Peat notes that, “other Republicans, including House GOP leaders among Mr Trump’s allies were acting out the pleas of supporters at his huge Wednesday rally up Pennsylvania Avenue outside the White House to ‘fight for Trump.’ ‘We have to fix this,’ said Rep Steve Scalise of Louisiana, the GOP whip. The last-gasp effort is all but certain to fail, defeated by bipartisan majorities in Congress prepared to accept the November results. Mr Biden is to be inaugurated on January 20. Still, Mr Trump vowed that he would ‘never concede’ and urged the massive crowd to march to the Capitol where hundreds had already gathered under tight security. ‘We will never give up,’ Mr Trump told his noontime rally. Vice President Mike Pence was closely watched as he stepped onto the dais to preside over the joint session in the House chamber. Mr Pence has a largely ceremonial role, opening the sealed envelopes from the states after they are carried in mahogany boxes used for the occasion, and reading the results aloud.”

Peat reports that Pence, “…was under growing pressure from Trump to overturn the will of the voters and tip the results in the president’s favour, despite having no legal power to affect the outcome. ‘Do it Mike, this is a time for extreme courage!’ Mr Trump tweeted. But Mr Pence, in a statement shortly before presiding, defied Mr Trump, saying he could not claim ‘unilateral authority’ to reject the electoral votes that make Mr Biden president. As darkness began to set in, law enforcement officials worked their way toward the protesters, using percussion grenades to try to clear the area around the Capitol. Big clouds of tear gas were visible. Police in full riot gear moved down the steps, clashing with demonstrators. The Pentagon said about 1,100 District of Columbia National Guard members were being mobilised to help support law enforcement at the Capitol.”

The Skwawkbox Article entitled, “Video: here’s Boris Johnson calling for US death riot instigator Trump to receive… a Nobel Peace Prize,” it reminds us of “when Boris Johnson was sucking up to Donald Trump because he desperately needed a trade deal as a PR ‘victory’ in the midst of his Johnson’s interminable bungling? So abject was his grovelling that he even stood in front of the US Capitol Building, the scene of this week’s violent riots, and called for Trump – the instigator of the violent, deadly anti-democratic protests this week in Washington DC, and demanded a Nobel Peace Prize for the Orange one. Of course, Trump didn’t ‘fix’ North Korea or Iran and has done huge damage internationally with his US exceptionalism and arrogance. But even if he had, his actions throughout the presidential election and afterward make him more a criminal than a peace-maker. Johnson is a buffoon and everything he does ages badly at best. And he has equated himself with Trump in attitude, delusion and the appalling cost in lives and economic damage inflicted by his lethal, Trumpian handling of the coronavirus crisis. He is an embarrassment to this country.”
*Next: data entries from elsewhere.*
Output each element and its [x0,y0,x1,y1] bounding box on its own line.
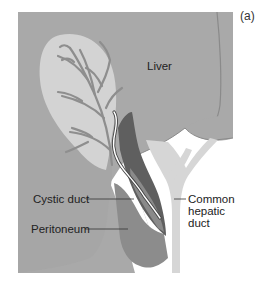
peritoneum-label: Peritoneum [31,223,90,235]
common-hepatic-duct-label-2: hepatic [188,205,225,217]
common-hepatic-duct-label-1: Common [188,193,235,205]
panel-label: (a) [240,9,255,23]
common-hepatic-duct-label-3: duct [188,217,211,229]
liver-label: Liver [147,60,172,72]
gallbladder-anatomy-diagram: Liver Cystic duct Peritoneum Common hepa… [0,0,268,289]
cystic-duct-label: Cystic duct [33,193,90,205]
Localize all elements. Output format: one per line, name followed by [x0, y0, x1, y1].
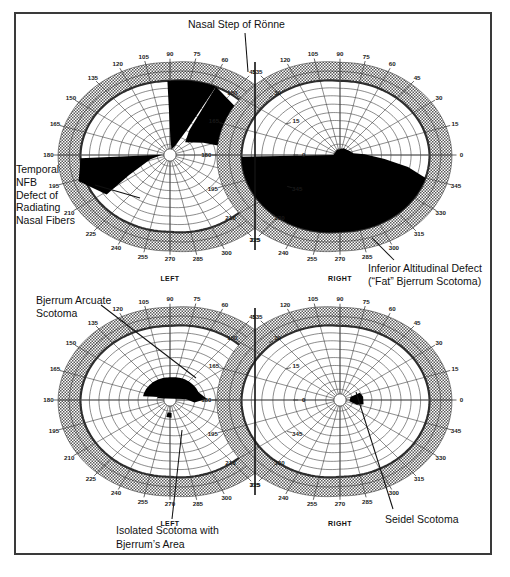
upper-right-tickmark: [261, 76, 264, 79]
upper-right-tick-120: 120: [278, 56, 292, 64]
annotation-inferior-altitudinal-line1: Inferior Altitudinal Defect: [368, 262, 482, 275]
lower-left-tick-345: 345: [290, 430, 304, 438]
upper-right-tickmark: [388, 68, 390, 71]
upper-right-tick-105: 105: [306, 50, 320, 58]
upper-left-tick-285: 285: [191, 255, 205, 263]
lower-right-tick-105: 105: [306, 295, 320, 303]
upper-right-tick-195: 195: [206, 185, 220, 193]
annotation-temporal-nfb: Temporal NFB Defect of Radiating Nasal F…: [16, 163, 75, 227]
upper-left-tickmark: [120, 68, 122, 71]
lower-right-tick-90: 90: [333, 295, 347, 303]
upper-left-tick-165: 165: [48, 120, 62, 128]
upper-right-tick-150: 150: [225, 89, 239, 97]
upper-right-tick-45: 45: [410, 74, 424, 82]
upper-left-tick-15: 15: [289, 117, 303, 125]
upper-left-tick-270: 270: [163, 255, 177, 263]
upper-right-tickmark: [364, 61, 365, 65]
eye-label-upper-right: RIGHT: [322, 275, 358, 284]
upper-left-tick-60: 60: [218, 56, 232, 64]
lower-right-tick-345: 345: [449, 427, 463, 435]
upper-left-tick-195: 195: [47, 182, 61, 190]
lower-left-tickmark: [120, 313, 122, 316]
lower-left-tick-165: 165: [48, 365, 62, 373]
eye-label-lower-right: RIGHT: [322, 520, 358, 529]
lower-right-tick-120: 120: [278, 301, 292, 309]
leader-nasal-step: [245, 33, 248, 72]
lower-left-tickmark: [96, 326, 99, 329]
lower-right-tickmark: [364, 306, 365, 310]
lower-left-tick-210: 210: [62, 454, 76, 462]
upper-right-tick-345: 345: [449, 182, 463, 190]
fixation-point: [334, 394, 346, 406]
figure-root: Nasal Step of Rönne Temporal NFB Defect …: [0, 0, 510, 577]
lower-left-tick-30: 30: [271, 334, 285, 342]
upper-left-tickmark: [96, 81, 99, 84]
lower-right-tick-330: 330: [434, 454, 448, 462]
upper-right-tick-60: 60: [385, 60, 399, 68]
lower-right-tickmark: [261, 321, 264, 324]
lower-left-tick-180: 180: [41, 396, 55, 404]
lower-left-tick-240: 240: [109, 489, 123, 497]
lower-left-tick-300: 300: [220, 494, 234, 502]
upper-right-tick-285: 285: [360, 253, 374, 261]
lower-right-tick-15: 15: [448, 365, 462, 373]
upper-right-tick-300: 300: [387, 244, 401, 252]
annotation-bjerrum-arcuate: Bjerrum Arcuate Scotoma: [36, 294, 111, 320]
lower-right-tick-240: 240: [276, 494, 290, 502]
lower-left-tickmark: [145, 306, 146, 310]
upper-left-tick-345: 345: [290, 185, 304, 193]
upper-left-tick-120: 120: [111, 60, 125, 68]
eye-label-upper-left: LEFT: [152, 275, 188, 284]
lower-left-tickmark: [246, 321, 249, 324]
lower-left-tickmark: [221, 309, 223, 313]
upper-left-tick-240: 240: [109, 244, 123, 252]
upper-left-tick-210: 210: [62, 209, 76, 217]
lower-right-tick-315: 315: [412, 475, 426, 483]
upper-right-tickmark: [314, 59, 315, 63]
lower-left-tick-75: 75: [190, 295, 204, 303]
lower-left-tick-135: 135: [86, 319, 100, 327]
upper-left-tick-30: 30: [271, 89, 285, 97]
lower-left-tick-15: 15: [289, 362, 303, 370]
upper-left-tick-135: 135: [86, 74, 100, 82]
upper-left-tick-225: 225: [84, 230, 98, 238]
lower-left-tickmark: [195, 304, 196, 308]
upper-right-tick-225: 225: [248, 236, 262, 244]
upper-left-tick-180: 180: [41, 151, 55, 159]
lower-right-tick-30: 30: [432, 339, 446, 347]
chart-lower-right: [217, 307, 452, 497]
lower-left-tick-120: 120: [111, 305, 125, 313]
upper-right-tick-315: 315: [412, 230, 426, 238]
upper-left-tickmark: [246, 76, 249, 79]
upper-left-tickmark: [221, 64, 223, 68]
lower-right-tick-210: 210: [223, 459, 237, 467]
upper-right-tick-75: 75: [359, 53, 373, 61]
upper-right-tick-255: 255: [305, 255, 319, 263]
annotation-nasal-step: Nasal Step of Rönne: [188, 18, 285, 31]
lower-right-tick-285: 285: [360, 498, 374, 506]
lower-right-tick-60: 60: [385, 305, 399, 313]
upper-left-tick-255: 255: [136, 253, 150, 261]
lower-right-tick-255: 255: [305, 500, 319, 508]
lower-right-tick-45: 45: [410, 319, 424, 327]
upper-right-tick-30: 30: [432, 94, 446, 102]
upper-left-tick-90: 90: [163, 50, 177, 58]
lower-right-tick-270: 270: [333, 500, 347, 508]
upper-right-tick-165: 165: [207, 117, 221, 125]
fixation-point: [164, 149, 176, 161]
lower-left-tick-330: 330: [273, 459, 287, 467]
upper-left-tick-105: 105: [137, 53, 151, 61]
lower-right-tick-150: 150: [225, 334, 239, 342]
upper-right-tickmark: [411, 81, 414, 84]
lower-right-tick-165: 165: [207, 362, 221, 370]
lower-right-tick-0: 0: [455, 396, 469, 404]
lower-right-tick-300: 300: [387, 489, 401, 497]
upper-left-tick-75: 75: [190, 50, 204, 58]
lower-left-tick-0: 0: [297, 396, 311, 404]
annotation-inferior-altitudinal-line2: (“Fat” Bjerrum Scotoma): [368, 275, 481, 288]
upper-left-tickmark: [145, 61, 146, 65]
upper-right-tick-90: 90: [333, 50, 347, 58]
upper-left-tick-0: 0: [297, 151, 311, 159]
lower-right-tickmark: [411, 326, 414, 329]
upper-right-tick-210: 210: [223, 214, 237, 222]
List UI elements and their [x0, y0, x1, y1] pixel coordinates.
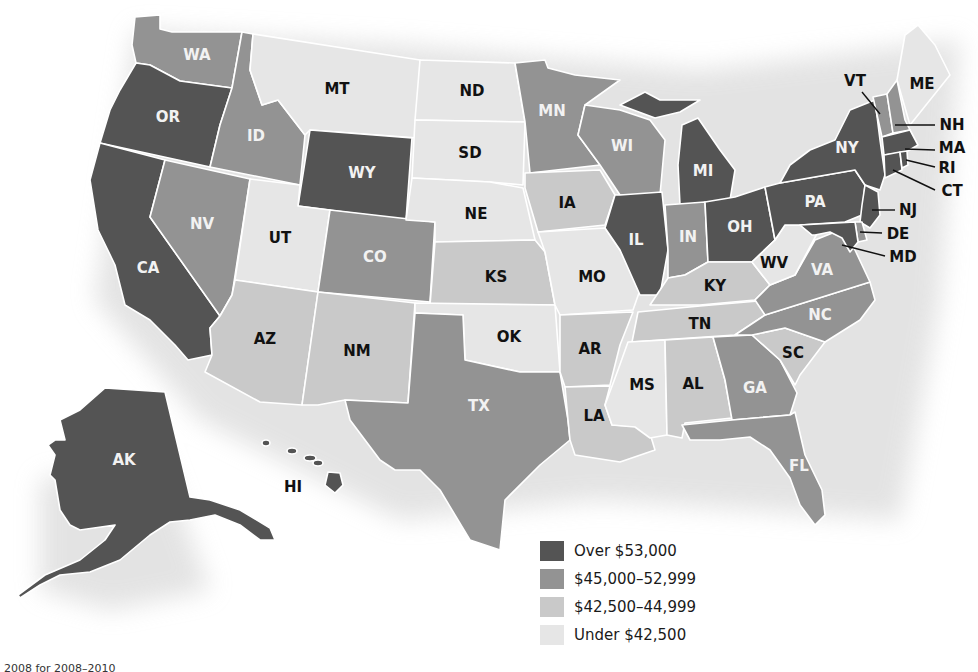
label-fl: FL	[789, 457, 809, 475]
label-oh: OH	[727, 218, 752, 236]
label-vt: VT	[844, 72, 867, 90]
legend-swatch	[540, 569, 564, 589]
label-va: VA	[811, 261, 834, 279]
label-ak: AK	[112, 451, 137, 469]
label-id: ID	[247, 127, 265, 145]
label-sd: SD	[458, 144, 481, 162]
label-ut: UT	[269, 229, 292, 247]
label-nd: ND	[459, 82, 484, 100]
label-co: CO	[363, 248, 387, 266]
legend-swatch	[540, 597, 564, 617]
label-de: DE	[887, 225, 910, 243]
label-wa: WA	[183, 46, 211, 64]
label-mt: MT	[324, 80, 350, 98]
label-la: LA	[583, 407, 605, 425]
label-me: ME	[909, 75, 934, 93]
legend-label: $42,500–44,999	[574, 598, 696, 616]
label-nh: NH	[939, 116, 964, 134]
legend-label: Over $53,000	[574, 542, 677, 560]
label-md: MD	[889, 248, 916, 266]
label-ga: GA	[743, 379, 767, 397]
legend: Over $53,000 $45,000–52,999 $42,500–44,9…	[540, 537, 696, 649]
label-ks: KS	[485, 268, 507, 286]
label-mn: MN	[538, 102, 565, 120]
label-tn: TN	[689, 315, 712, 333]
label-ms: MS	[629, 376, 655, 394]
label-ct: CT	[941, 182, 963, 200]
legend-item-over-53000: Over $53,000	[540, 537, 696, 565]
label-wy: WY	[348, 164, 377, 182]
label-nj: NJ	[899, 201, 917, 219]
label-wv: WV	[760, 254, 789, 272]
label-il: IL	[628, 231, 644, 249]
label-tx: TX	[468, 397, 490, 415]
label-ia: IA	[558, 194, 576, 212]
label-mo: MO	[578, 268, 606, 286]
label-mi: MI	[693, 162, 714, 180]
us-map: WA OR CA ID NV MT WY UT CO AZ NM ND SD N…	[0, 0, 978, 672]
source-footnote: 2008 for 2008–2010	[4, 662, 116, 672]
legend-swatch	[540, 541, 564, 561]
label-ma: MA	[939, 139, 966, 157]
label-nv: NV	[190, 215, 215, 233]
label-sc: SC	[782, 344, 804, 362]
label-ky: KY	[704, 277, 728, 295]
legend-label: $45,000–52,999	[574, 570, 696, 588]
legend-item-under-42500: Under $42,500	[540, 621, 696, 649]
label-ri: RI	[938, 159, 955, 177]
label-al: AL	[682, 375, 704, 393]
label-pa: PA	[804, 193, 826, 211]
legend-label: Under $42,500	[574, 626, 686, 644]
label-ne: NE	[465, 205, 488, 223]
label-or: OR	[156, 108, 181, 126]
label-nm: NM	[343, 342, 370, 360]
legend-item-45000-52999: $45,000–52,999	[540, 565, 696, 593]
label-az: AZ	[254, 330, 277, 348]
label-nc: NC	[808, 306, 832, 324]
label-ar: AR	[578, 340, 602, 358]
label-hi: HI	[284, 478, 302, 496]
label-ny: NY	[835, 139, 860, 157]
label-ca: CA	[137, 259, 160, 277]
label-ok: OK	[497, 328, 523, 346]
label-in: IN	[679, 228, 697, 246]
legend-swatch	[540, 625, 564, 645]
label-wi: WI	[611, 137, 633, 155]
legend-item-42500-44999: $42,500–44,999	[540, 593, 696, 621]
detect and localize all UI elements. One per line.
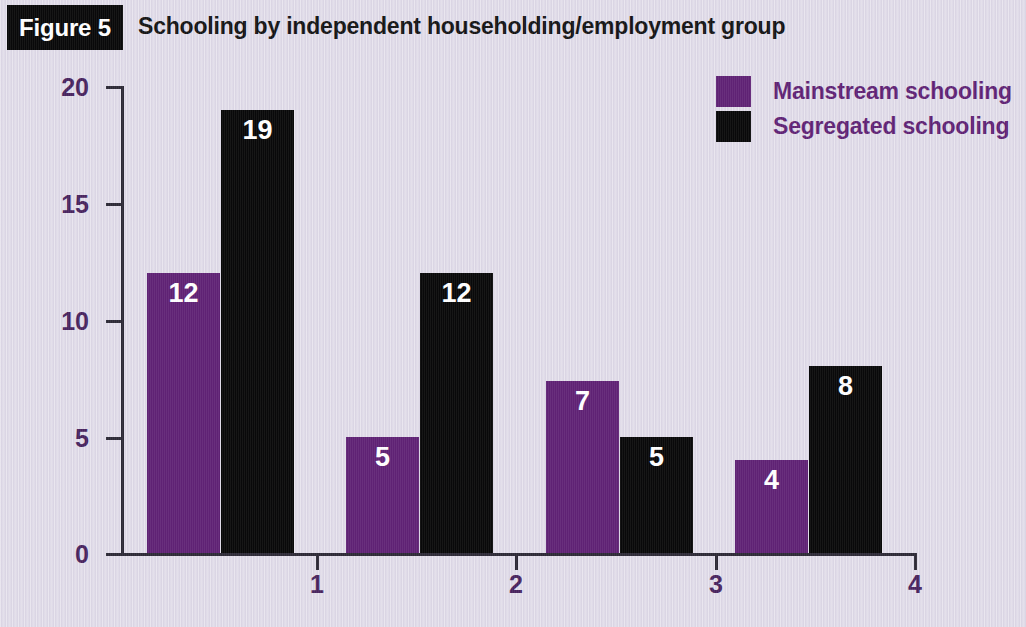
bar-group1-segregated: 19 [221,110,294,553]
bar-group3-segregated: 5 [620,437,693,553]
y-tick-mark-15 [106,203,123,206]
figure-container: Figure 5 Schooling by independent househ… [0,0,1026,627]
x-tick-mark-3 [715,553,718,570]
bar-value-group4-segregated: 8 [809,373,882,400]
bar-group1-mainstream: 12 [147,273,220,553]
bar-value-group1-mainstream: 12 [147,280,220,307]
bar-group3-mainstream: 7 [546,381,619,553]
x-tick-label-3: 3 [696,572,736,597]
y-tick-label-10: 10 [29,309,89,334]
x-tick-label-2: 2 [496,572,536,597]
bar-value-group3-segregated: 5 [620,444,693,471]
bar-group2-segregated: 12 [420,273,493,553]
x-tick-mark-4 [914,553,917,570]
bar-value-group4-mainstream: 4 [735,467,808,494]
bar-value-group2-mainstream: 5 [346,444,419,471]
x-tick-mark-2 [515,553,518,570]
x-tick-label-1: 1 [297,572,337,597]
y-tick-label-20: 20 [29,75,89,100]
x-tick-label-4: 4 [895,572,935,597]
x-axis-line [106,553,917,556]
y-tick-label-0: 0 [29,542,89,567]
x-tick-mark-1 [316,553,319,570]
plot-area: 20 15 10 5 0 1 2 3 4 12 19 5 12 7 [0,0,1026,627]
bar-value-group2-segregated: 12 [420,280,493,307]
bar-group4-segregated: 8 [809,366,882,553]
y-tick-label-5: 5 [29,426,89,451]
y-tick-mark-5 [106,437,123,440]
y-tick-mark-10 [106,320,123,323]
bar-group4-mainstream: 4 [735,460,808,553]
y-tick-label-15: 15 [29,192,89,217]
y-tick-mark-0 [106,553,123,556]
bar-value-group1-segregated: 19 [221,117,294,144]
y-tick-mark-20 [106,86,123,89]
bar-group2-mainstream: 5 [346,437,419,553]
bar-value-group3-mainstream: 7 [546,388,619,415]
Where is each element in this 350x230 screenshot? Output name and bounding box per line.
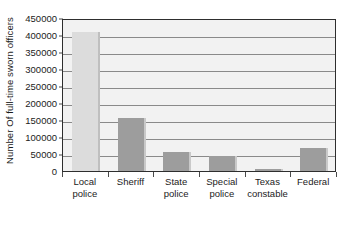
y-tick-label: 150000 [25, 116, 57, 126]
x-tick-label: Statepolice [164, 176, 189, 199]
y-tick-label: 400000 [25, 31, 57, 41]
y-axis-tick-labels: 0500001000001500002000002500003000003500… [18, 14, 60, 180]
y-tick-label: 100000 [25, 133, 57, 143]
x-tick-label-line: police [72, 188, 97, 200]
x-tick-label-line: Special [206, 176, 237, 188]
x-axis-tick-labels: LocalpoliceSheriffStatepoliceSpecialpoli… [62, 176, 336, 216]
x-tick-label: Specialpolice [206, 176, 237, 199]
bar-body [118, 118, 146, 171]
bar[interactable] [255, 169, 283, 171]
x-tick-label-line: constable [247, 188, 288, 200]
bar[interactable] [72, 32, 100, 171]
bar-body [209, 156, 237, 171]
x-tick-label-line: Sheriff [117, 176, 144, 188]
bar[interactable] [209, 156, 237, 171]
y-axis-title: Number Of full-time sworn officers [0, 0, 18, 180]
plot-area [62, 19, 336, 172]
bar[interactable] [163, 152, 191, 171]
bar-body [163, 152, 191, 171]
y-tick-label: 50000 [31, 150, 57, 160]
x-tick-label: Texasconstable [247, 176, 288, 199]
y-tick-label: 250000 [25, 82, 57, 92]
x-tick-label: Federal [297, 176, 329, 188]
bars-layer [63, 20, 335, 171]
bar[interactable] [300, 148, 328, 171]
bar-body [300, 148, 328, 171]
bar-body [72, 32, 100, 171]
y-tick-label: 300000 [25, 65, 57, 75]
y-tick-label: 200000 [25, 99, 57, 109]
bar-chart-screenshot: Number Of full-time sworn officers 05000… [0, 0, 350, 230]
x-tick-label-line: Texas [247, 176, 288, 188]
bar[interactable] [118, 118, 146, 171]
x-tick-label: Sheriff [117, 176, 144, 188]
y-tick-label: 450000 [25, 14, 57, 24]
x-tick-label-line: police [206, 188, 237, 200]
y-tick-label: 350000 [25, 48, 57, 58]
x-tick-label-line: State [164, 176, 189, 188]
bar-body [255, 169, 283, 171]
y-tick-label: 0 [52, 167, 57, 177]
y-axis-title-text: Number Of full-time sworn officers [4, 17, 15, 164]
x-tick-label-line: Local [72, 176, 97, 188]
x-tick-label-line: police [164, 188, 189, 200]
x-tick-mark [336, 172, 337, 177]
x-tick-label: Localpolice [72, 176, 97, 199]
x-tick-label-line: Federal [297, 176, 329, 188]
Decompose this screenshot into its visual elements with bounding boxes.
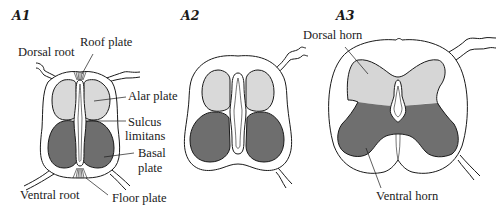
a2-alar-plate-right: [246, 70, 274, 111]
a1-alar-plate-left: [52, 80, 77, 120]
a2-central-canal: [230, 73, 246, 154]
a1-label-floor-plate: Floor plate: [112, 191, 167, 205]
a1-label-sulcus-limitans-2: limitans: [125, 129, 165, 143]
panel-a2-label: A2: [180, 8, 200, 23]
a3-label-dorsal-horn: Dorsal horn: [303, 28, 363, 42]
a1-label-dorsal-root: Dorsal root: [18, 45, 75, 59]
panel-a1-label: A1: [11, 8, 30, 23]
a1-central-canal: [74, 80, 86, 166]
a1-label-roof-plate: Roof plate: [80, 35, 133, 49]
a3-label-ventral-horn: Ventral horn: [376, 189, 439, 203]
a1-label-basal-plate-2: plate: [138, 161, 163, 175]
panel-a2: A2: [180, 8, 308, 188]
spinal-cord-development-diagram: A1: [0, 0, 501, 211]
a1-label-alar-plate: Alar plate: [128, 89, 178, 103]
a1-label-basal-plate-1: Basal: [138, 146, 166, 160]
panel-a1: A1: [11, 8, 178, 205]
a1-label-sulcus-limitans-1: Sulcus: [128, 115, 161, 129]
a1-label-ventral-root: Ventral root: [20, 188, 80, 202]
a2-alar-plate-left: [202, 70, 230, 111]
panel-a3-label: A3: [335, 8, 355, 23]
panel-a3: A3 Dorsal horn Ventral horn: [303, 8, 496, 203]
Skwawkbox say of Johnson, “he has equated himself with Trump in attitude, delusion and the appalling cost in lives and economic damage inflicted by his lethal, Trumpian handling of the coronavirus crisis. He is an embarrassment to this country.” In any other country the insurrection in the US Capitol would have been reported as a failed coup attempt; few dare to ‘call a spade a spade’ in condemnation of this dangerous attempt to thwart democracy. Can Trump be arrested and removed from office to face prosecution or impeachment for inciting this angry mob to storm the Capitol Building? This resulted in four deaths, but will he be charged with ‘Sedition’ less than two weeks before stepping down? I didn’t share Craig’s optimism that Assange would be released on bail, but then as a persecuted Whistleblower myself I have long since abandoned any faith in the Justice System either here or in the US. If Johnson and the Tories were Investigated and the Covert 2019 Election fraud exposed, I doubt they would ever face justice either! DO NOT MOVE ON!